Rather than merely devising a mobile application strategy, development shops need to view mobile apps as just one component of a larger, "omni-channel" application architecture, according to an analyst report released this month.
The Forrester Research report, entitled "The Future of Mobile Application Development," urges an omni-channel approach in which software services and applications work everywhere. Netflix, which works on tablets, mobile devices, TVs, laptops and game consoles was cited as an example.
Forrester stresses the use of modern applications requiring multichannel clients and elastic infrastructure. "To me, the modern app is something which is essentially designed for the cloud," Forrester analyst Jeffrey Hammond, a co-author of the report, said in an interview. "It's designed to connect those devices over public carrier networks back to those existing systems, which might be in the data center."
Software development for mobile devices is not just about adding Objective-C or JavaScript developers, Forrester says. "We're moving to a world of multiple endpoints, hybrid-use personal and corporate devices, and lightning-fast client device turnover." The report also charges that development shops have gotten complacent building MVC (model view controller) applications and the easy days for software development shops are ending.
Mobile context, the sum total of what customers are saying and experience in mobile engagement, is the future of mobile development, the report states. With companies targeting more devices and platforms, client-side development costs will increase, and applications will need to be built faster than ever. Reducing the costs of software innovation is necessary. "The only way to survive this Catch-22 is to lower the cost of testing new ideas and make it quicker and cheaper to separate the good ideas from the bad," said Forrester.
But the future of mobile application development requires more than adapting to smaller screens, different programming languages and new operating systems, Forrester says. "We're entering a new age of application development that creates modern, compelling systems of engagement and links them with systems of record and systems of operation."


Exercise
Could you copy the records below exactly, leaving out any pictures they include?
Segment Start: Provided records
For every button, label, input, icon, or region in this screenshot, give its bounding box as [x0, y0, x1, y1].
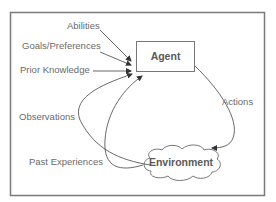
actions-label: Actions	[222, 96, 253, 107]
abilities-label: Abilities	[67, 20, 100, 31]
environment-label: Environment	[149, 156, 214, 168]
prior-knowledge-label: Prior Knowledge	[20, 64, 90, 75]
agent-label: Agent	[151, 50, 181, 62]
environment-node: Environment	[144, 145, 220, 181]
goals-preferences-label: Goals/Preferences	[22, 40, 101, 51]
agent-node: Agent	[137, 42, 195, 72]
past-experiences-label: Past Experiences	[29, 156, 103, 167]
agent-environment-diagram: Agent Environment Abilities Goals/Prefer…	[0, 0, 276, 202]
observations-label: Observations	[19, 111, 75, 122]
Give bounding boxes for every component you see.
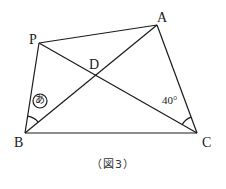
angle-arc-b bbox=[28, 116, 39, 122]
segment-ac bbox=[157, 25, 197, 133]
point-label-c: C bbox=[202, 136, 211, 150]
point-label-p: P bbox=[29, 33, 37, 47]
point-label-b: B bbox=[14, 136, 23, 150]
segment-ab bbox=[25, 25, 157, 133]
angle-label-c: 40° bbox=[162, 95, 177, 106]
segment-pb bbox=[25, 43, 39, 133]
point-label-a: A bbox=[157, 11, 167, 25]
angle-label-b: あ bbox=[35, 95, 45, 105]
figure-caption: （図3） bbox=[0, 155, 226, 171]
segment-pa bbox=[39, 25, 157, 43]
angle-arc-c bbox=[182, 117, 191, 125]
point-label-d: D bbox=[89, 58, 99, 72]
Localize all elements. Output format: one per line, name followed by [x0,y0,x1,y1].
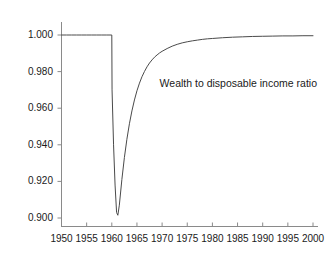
x-axis-ticks [62,223,314,227]
y-axis-tick-label: 0.940 [13,139,53,150]
y-axis-ticks [58,35,62,218]
data-series-line [62,35,314,215]
y-axis-tick-label: 0.960 [13,102,53,113]
y-axis-tick-label: 1.000 [13,29,53,40]
series-annotation-label: Wealth to disposable income ratio [160,77,317,89]
y-axis-tick-label: 0.980 [13,66,53,77]
chart-figure: 0.9000.9200.9400.9600.9801.000 195019551… [0,0,330,258]
y-axis-tick-label: 0.920 [13,175,53,186]
y-axis-tick-label: 0.900 [13,212,53,223]
x-axis-tick-label: 2000 [297,233,329,244]
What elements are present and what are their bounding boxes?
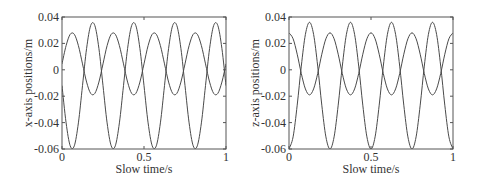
Segment End: Provided records
Reply to the exercise
For every button, label, input, icon, or region in this screenshot, give its bounding box as [x0, y0, x1, y1].
actions-label: Actions	[222, 96, 253, 107]
abilities-label: Abilities	[67, 20, 100, 31]
environment-label: Environment	[149, 156, 214, 168]
prior-knowledge-label: Prior Knowledge	[20, 64, 90, 75]
agent-label: Agent	[151, 50, 181, 62]
environment-node: Environment	[144, 145, 220, 181]
goals-preferences-label: Goals/Preferences	[22, 40, 101, 51]
agent-node: Agent	[137, 42, 195, 72]
past-experiences-label: Past Experiences	[29, 156, 103, 167]
agent-environment-diagram: Agent Environment Abilities Goals/Prefer…	[0, 0, 276, 202]
observations-label: Observations	[19, 111, 75, 122]
Give bounding boxes for every component you see.
angle-arc-b bbox=[28, 116, 39, 122]
segment-ac bbox=[157, 25, 197, 133]
point-label-c: C bbox=[202, 136, 211, 150]
point-label-p: P bbox=[29, 33, 37, 47]
point-label-b: B bbox=[14, 136, 23, 150]
segment-ab bbox=[25, 25, 157, 133]
angle-label-c: 40° bbox=[162, 95, 177, 106]
segment-pb bbox=[25, 43, 39, 133]
point-label-a: A bbox=[157, 11, 167, 25]
angle-label-b: あ bbox=[35, 95, 45, 105]
figure-caption: （図3） bbox=[0, 155, 226, 171]
segment-pa bbox=[39, 25, 157, 43]
angle-arc-c bbox=[182, 117, 191, 125]
point-label-d: D bbox=[89, 58, 99, 72]
Localize all elements. Output format: one per line, name followed by [x0,y0,x1,y1].
x-axis-ticks [62,223,314,227]
y-axis-tick-label: 0.940 [13,139,53,150]
y-axis-ticks [58,35,62,218]
data-series-line [62,35,314,215]
y-axis-tick-label: 0.960 [13,102,53,113]
y-axis-tick-label: 1.000 [13,29,53,40]
series-annotation-label: Wealth to disposable income ratio [160,77,317,89]
y-axis-tick-label: 0.980 [13,66,53,77]
chart-figure: 0.9000.9200.9400.9600.9801.000 195019551… [0,0,330,258]
y-axis-tick-label: 0.920 [13,175,53,186]
y-axis-tick-label: 0.900 [13,212,53,223]
x-axis-tick-label: 2000 [297,233,329,244]
What elements are present and what are their bounding boxes?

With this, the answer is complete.